Jim Machi is our Guest Blogger for the week and he is Senior Vice President of Marketing at Dialogic. Today he shares
his views on “Mighty Morphing of the Network
Border Element”
Network Border Elements connect two types of
networks to each other, sitting at the edge, or border, of each network.
Looking at the data below from Infonetics, you can see a trend developing from
back in 2007.
The wireline service
provider border element of choice back in 2007 was a gateway. Gateways
are required to connect IP networks to TDM networks and deal with the media and
signaling conversion between the two networks. When voice
interconnects between IP and TDM networks, then we need a VoIP gateway to
handle all the transcoding and signaling conversion. When video
interconnects between these two networks, then we need a video gateway.
You can also see the
SBC’s starting to come into the picture, as IP-IP network interoperability
started to come into play. Since we don’t have a single gigantic
homogeneous IP network, we need border elements on the edges of these IP
networks to translate one type of IP signaling to another (for instance, SIP-I
to SIP-T), and handle the media transfer, and also to handle the security so
the networks can effectively be insulated from each other.
Together, these two type
of edge equipment created a service provider border element market well in
excess of $1Billion back in 2007, where it declined and is expected to climb
well over $1B again in the future. (Note: If you want to get the full
report with the actual figures, please visit the Infonetics website).
Graph derived from
Infonetics data, November 2011
There are two interesting things going on in
this graph. First of all, you see the gateways declining and the SBC’s
growing as time goes on. This makes sense since as more and more IP
networks are deployed, SBCs are required to connect them to each other.
Wireline IP voice based networks, such as cable networks, and telco data
backbones being used for VoIP, have been driving service provider SBC
growth. Adding value-added services to these networks helps drive
Access SBCs. And as LTE starts to get deployed, with the IP network this
brings, this becomes an avenue for continued growth of these SP SBCs.
After all, SBCs came into fore with the introduction of the IMS networks.
As these IMS, or IMS-like networks, get deployed, we need SBCs. Hence, we
see SBC past growth and continued expected growth.
At the same time, it
makes sense that the service provider gateways would decline. While
connecting to TDM networks is critical and we see continued sales of
gateways, the number of new ports required to do this just isn’t
sustainable in past numbers. New TDM networks aren’t being deployed so
connecting to them isn’t a growth business. We still need gateways to connect
to existing ones as more VoIP is deployed, or we need expansion as more VoIP is
deployed (see
my blog two weeks ago on Skype), but just not at the same rate as the past.
I would even predict that
we’ll see the marriage of media gateways and SBCs for a combined gateway/SBC
border element, since in some cases this would make the most sense when VoIP is
deployed in both a TDM and pure IP network scenario. These products would
likely come from vendors with both TDM and IP experience, such as
Dialogic. The pure IP vendors would continue to insist the world is
conveniently only IP.
But there is another
thing going on here, which is an overall border element decline with a nadir of
2011, then border element growth starting again in 2012. What is going on
here? Well, likely there are a few things going on here. First of all, we
are seeing the effects of the recession and overall economic uncertainly in
these declining timeframes. But I also think we’re seeing something else,
which is the realization from the service providers that they didn’t need the
wireline gateways in the numbers they had in the past, but they hadn’t quite
rolled out IP networks yet and thus didn’t need the service provider SBCs in
the numbers they need now.
Dialogic will also be attending North Africa Com taking place, 15-16th
May at the Sheraton
Tunis Hotel in Tunisia. Visit our website: www.comworldseries.com/nafrica
I really appreciate it, I visit more often for updates, keep up the great work!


> Task to complete
The response must contain every line below in which "value" appears.

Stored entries
■ ■ ■ ■ ■ ■ ■

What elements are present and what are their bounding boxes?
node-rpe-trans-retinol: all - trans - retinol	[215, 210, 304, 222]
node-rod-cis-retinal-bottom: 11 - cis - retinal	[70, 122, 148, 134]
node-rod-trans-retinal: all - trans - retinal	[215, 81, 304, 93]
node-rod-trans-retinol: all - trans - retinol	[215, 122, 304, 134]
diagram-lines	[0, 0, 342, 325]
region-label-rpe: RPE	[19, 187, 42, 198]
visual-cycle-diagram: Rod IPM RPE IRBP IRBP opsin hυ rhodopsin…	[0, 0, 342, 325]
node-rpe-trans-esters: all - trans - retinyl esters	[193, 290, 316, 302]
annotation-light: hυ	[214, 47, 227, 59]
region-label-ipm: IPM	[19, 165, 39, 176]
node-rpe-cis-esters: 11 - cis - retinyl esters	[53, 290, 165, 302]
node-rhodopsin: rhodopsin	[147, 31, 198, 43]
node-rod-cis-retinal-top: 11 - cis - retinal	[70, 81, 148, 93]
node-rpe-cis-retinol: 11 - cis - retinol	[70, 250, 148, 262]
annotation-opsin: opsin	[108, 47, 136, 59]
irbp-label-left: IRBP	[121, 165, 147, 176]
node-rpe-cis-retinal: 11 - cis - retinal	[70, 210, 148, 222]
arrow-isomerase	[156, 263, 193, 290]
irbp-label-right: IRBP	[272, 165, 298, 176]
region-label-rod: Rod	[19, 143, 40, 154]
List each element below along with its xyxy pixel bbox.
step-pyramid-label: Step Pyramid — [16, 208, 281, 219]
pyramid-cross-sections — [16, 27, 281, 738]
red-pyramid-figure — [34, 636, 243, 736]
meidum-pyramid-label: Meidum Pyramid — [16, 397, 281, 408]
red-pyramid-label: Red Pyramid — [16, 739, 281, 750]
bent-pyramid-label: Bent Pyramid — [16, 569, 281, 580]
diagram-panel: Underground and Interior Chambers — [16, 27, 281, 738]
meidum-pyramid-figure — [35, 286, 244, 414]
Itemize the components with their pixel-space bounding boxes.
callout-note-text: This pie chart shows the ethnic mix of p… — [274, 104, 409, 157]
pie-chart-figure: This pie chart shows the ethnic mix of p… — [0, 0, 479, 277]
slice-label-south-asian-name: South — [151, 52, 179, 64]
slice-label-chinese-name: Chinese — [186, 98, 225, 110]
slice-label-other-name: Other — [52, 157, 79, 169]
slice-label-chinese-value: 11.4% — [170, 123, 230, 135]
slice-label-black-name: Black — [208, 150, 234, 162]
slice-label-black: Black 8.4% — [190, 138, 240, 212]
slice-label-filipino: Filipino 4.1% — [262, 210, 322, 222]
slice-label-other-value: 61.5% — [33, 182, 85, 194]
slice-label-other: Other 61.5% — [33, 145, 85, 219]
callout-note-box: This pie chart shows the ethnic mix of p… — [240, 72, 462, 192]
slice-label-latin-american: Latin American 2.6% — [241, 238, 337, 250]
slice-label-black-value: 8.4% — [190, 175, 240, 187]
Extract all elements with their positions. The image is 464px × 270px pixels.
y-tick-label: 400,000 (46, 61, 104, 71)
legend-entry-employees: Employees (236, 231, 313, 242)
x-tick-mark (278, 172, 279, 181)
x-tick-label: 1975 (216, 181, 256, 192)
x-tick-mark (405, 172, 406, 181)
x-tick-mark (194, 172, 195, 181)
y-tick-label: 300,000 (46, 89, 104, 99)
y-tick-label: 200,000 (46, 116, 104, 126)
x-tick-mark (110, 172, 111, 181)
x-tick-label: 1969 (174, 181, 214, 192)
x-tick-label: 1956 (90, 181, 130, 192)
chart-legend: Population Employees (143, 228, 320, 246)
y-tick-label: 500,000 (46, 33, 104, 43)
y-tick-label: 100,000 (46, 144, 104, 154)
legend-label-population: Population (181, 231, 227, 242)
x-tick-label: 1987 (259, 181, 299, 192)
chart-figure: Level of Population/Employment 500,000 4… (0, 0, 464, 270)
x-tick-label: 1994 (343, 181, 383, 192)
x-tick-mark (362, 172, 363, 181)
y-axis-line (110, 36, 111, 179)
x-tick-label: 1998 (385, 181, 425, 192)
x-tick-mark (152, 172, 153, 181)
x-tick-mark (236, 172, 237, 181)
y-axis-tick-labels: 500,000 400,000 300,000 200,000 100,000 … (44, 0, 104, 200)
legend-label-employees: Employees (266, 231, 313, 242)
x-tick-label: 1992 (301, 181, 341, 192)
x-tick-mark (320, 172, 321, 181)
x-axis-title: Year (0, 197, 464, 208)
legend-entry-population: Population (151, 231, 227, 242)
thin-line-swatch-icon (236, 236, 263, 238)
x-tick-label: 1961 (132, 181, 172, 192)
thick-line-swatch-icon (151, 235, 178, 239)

■ ■ ■ ■ ■ ■ ■

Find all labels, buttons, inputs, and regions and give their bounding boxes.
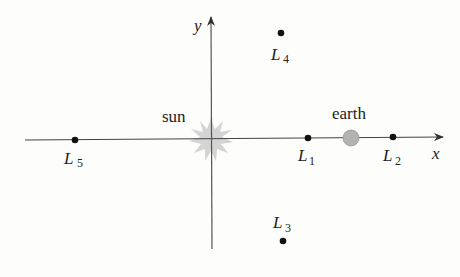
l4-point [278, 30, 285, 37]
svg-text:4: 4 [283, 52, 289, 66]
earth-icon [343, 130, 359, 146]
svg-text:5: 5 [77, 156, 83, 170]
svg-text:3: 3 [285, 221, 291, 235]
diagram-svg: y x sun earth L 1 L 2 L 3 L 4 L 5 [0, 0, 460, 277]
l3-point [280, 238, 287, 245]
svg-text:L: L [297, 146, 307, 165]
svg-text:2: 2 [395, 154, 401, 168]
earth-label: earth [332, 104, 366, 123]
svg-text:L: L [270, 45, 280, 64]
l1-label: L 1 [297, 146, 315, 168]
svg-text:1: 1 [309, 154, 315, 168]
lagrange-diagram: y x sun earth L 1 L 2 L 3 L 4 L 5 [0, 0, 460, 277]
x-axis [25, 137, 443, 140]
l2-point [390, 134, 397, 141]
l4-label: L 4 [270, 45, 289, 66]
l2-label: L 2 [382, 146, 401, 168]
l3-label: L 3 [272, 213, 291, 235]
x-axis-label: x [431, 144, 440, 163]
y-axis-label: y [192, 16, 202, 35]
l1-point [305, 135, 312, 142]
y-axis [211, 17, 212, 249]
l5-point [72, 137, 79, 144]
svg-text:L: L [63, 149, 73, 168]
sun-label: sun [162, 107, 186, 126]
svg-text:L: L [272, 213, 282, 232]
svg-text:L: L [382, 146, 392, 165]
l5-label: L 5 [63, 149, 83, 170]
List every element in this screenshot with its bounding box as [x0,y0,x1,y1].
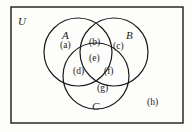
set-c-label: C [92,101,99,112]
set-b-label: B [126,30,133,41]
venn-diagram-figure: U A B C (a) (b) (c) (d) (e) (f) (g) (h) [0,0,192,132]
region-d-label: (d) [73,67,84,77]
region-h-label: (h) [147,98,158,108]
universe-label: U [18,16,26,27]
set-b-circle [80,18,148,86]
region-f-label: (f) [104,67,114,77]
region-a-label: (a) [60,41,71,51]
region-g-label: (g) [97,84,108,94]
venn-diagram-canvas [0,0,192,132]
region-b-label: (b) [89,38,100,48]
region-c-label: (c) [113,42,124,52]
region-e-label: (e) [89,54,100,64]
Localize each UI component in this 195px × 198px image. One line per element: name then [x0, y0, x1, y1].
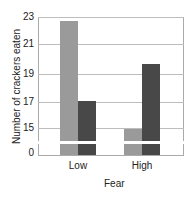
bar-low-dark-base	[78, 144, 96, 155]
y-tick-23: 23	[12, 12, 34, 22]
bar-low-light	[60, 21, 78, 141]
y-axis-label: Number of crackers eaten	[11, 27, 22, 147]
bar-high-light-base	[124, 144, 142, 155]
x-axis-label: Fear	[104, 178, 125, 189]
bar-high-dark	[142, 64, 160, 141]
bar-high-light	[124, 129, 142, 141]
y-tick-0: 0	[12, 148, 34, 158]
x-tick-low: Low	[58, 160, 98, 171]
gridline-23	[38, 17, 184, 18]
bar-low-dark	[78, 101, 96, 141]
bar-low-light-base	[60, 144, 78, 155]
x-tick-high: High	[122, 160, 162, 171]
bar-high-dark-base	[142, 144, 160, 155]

■ ■ ■ ■ ■ ■ ■

> Finished task
slice-label-chinese-value: 11.4% — [170, 123, 230, 135]
slice-label-other-value: 61.5% — [33, 182, 85, 194]
slice-label-black-value: 8.4% — [190, 175, 240, 187]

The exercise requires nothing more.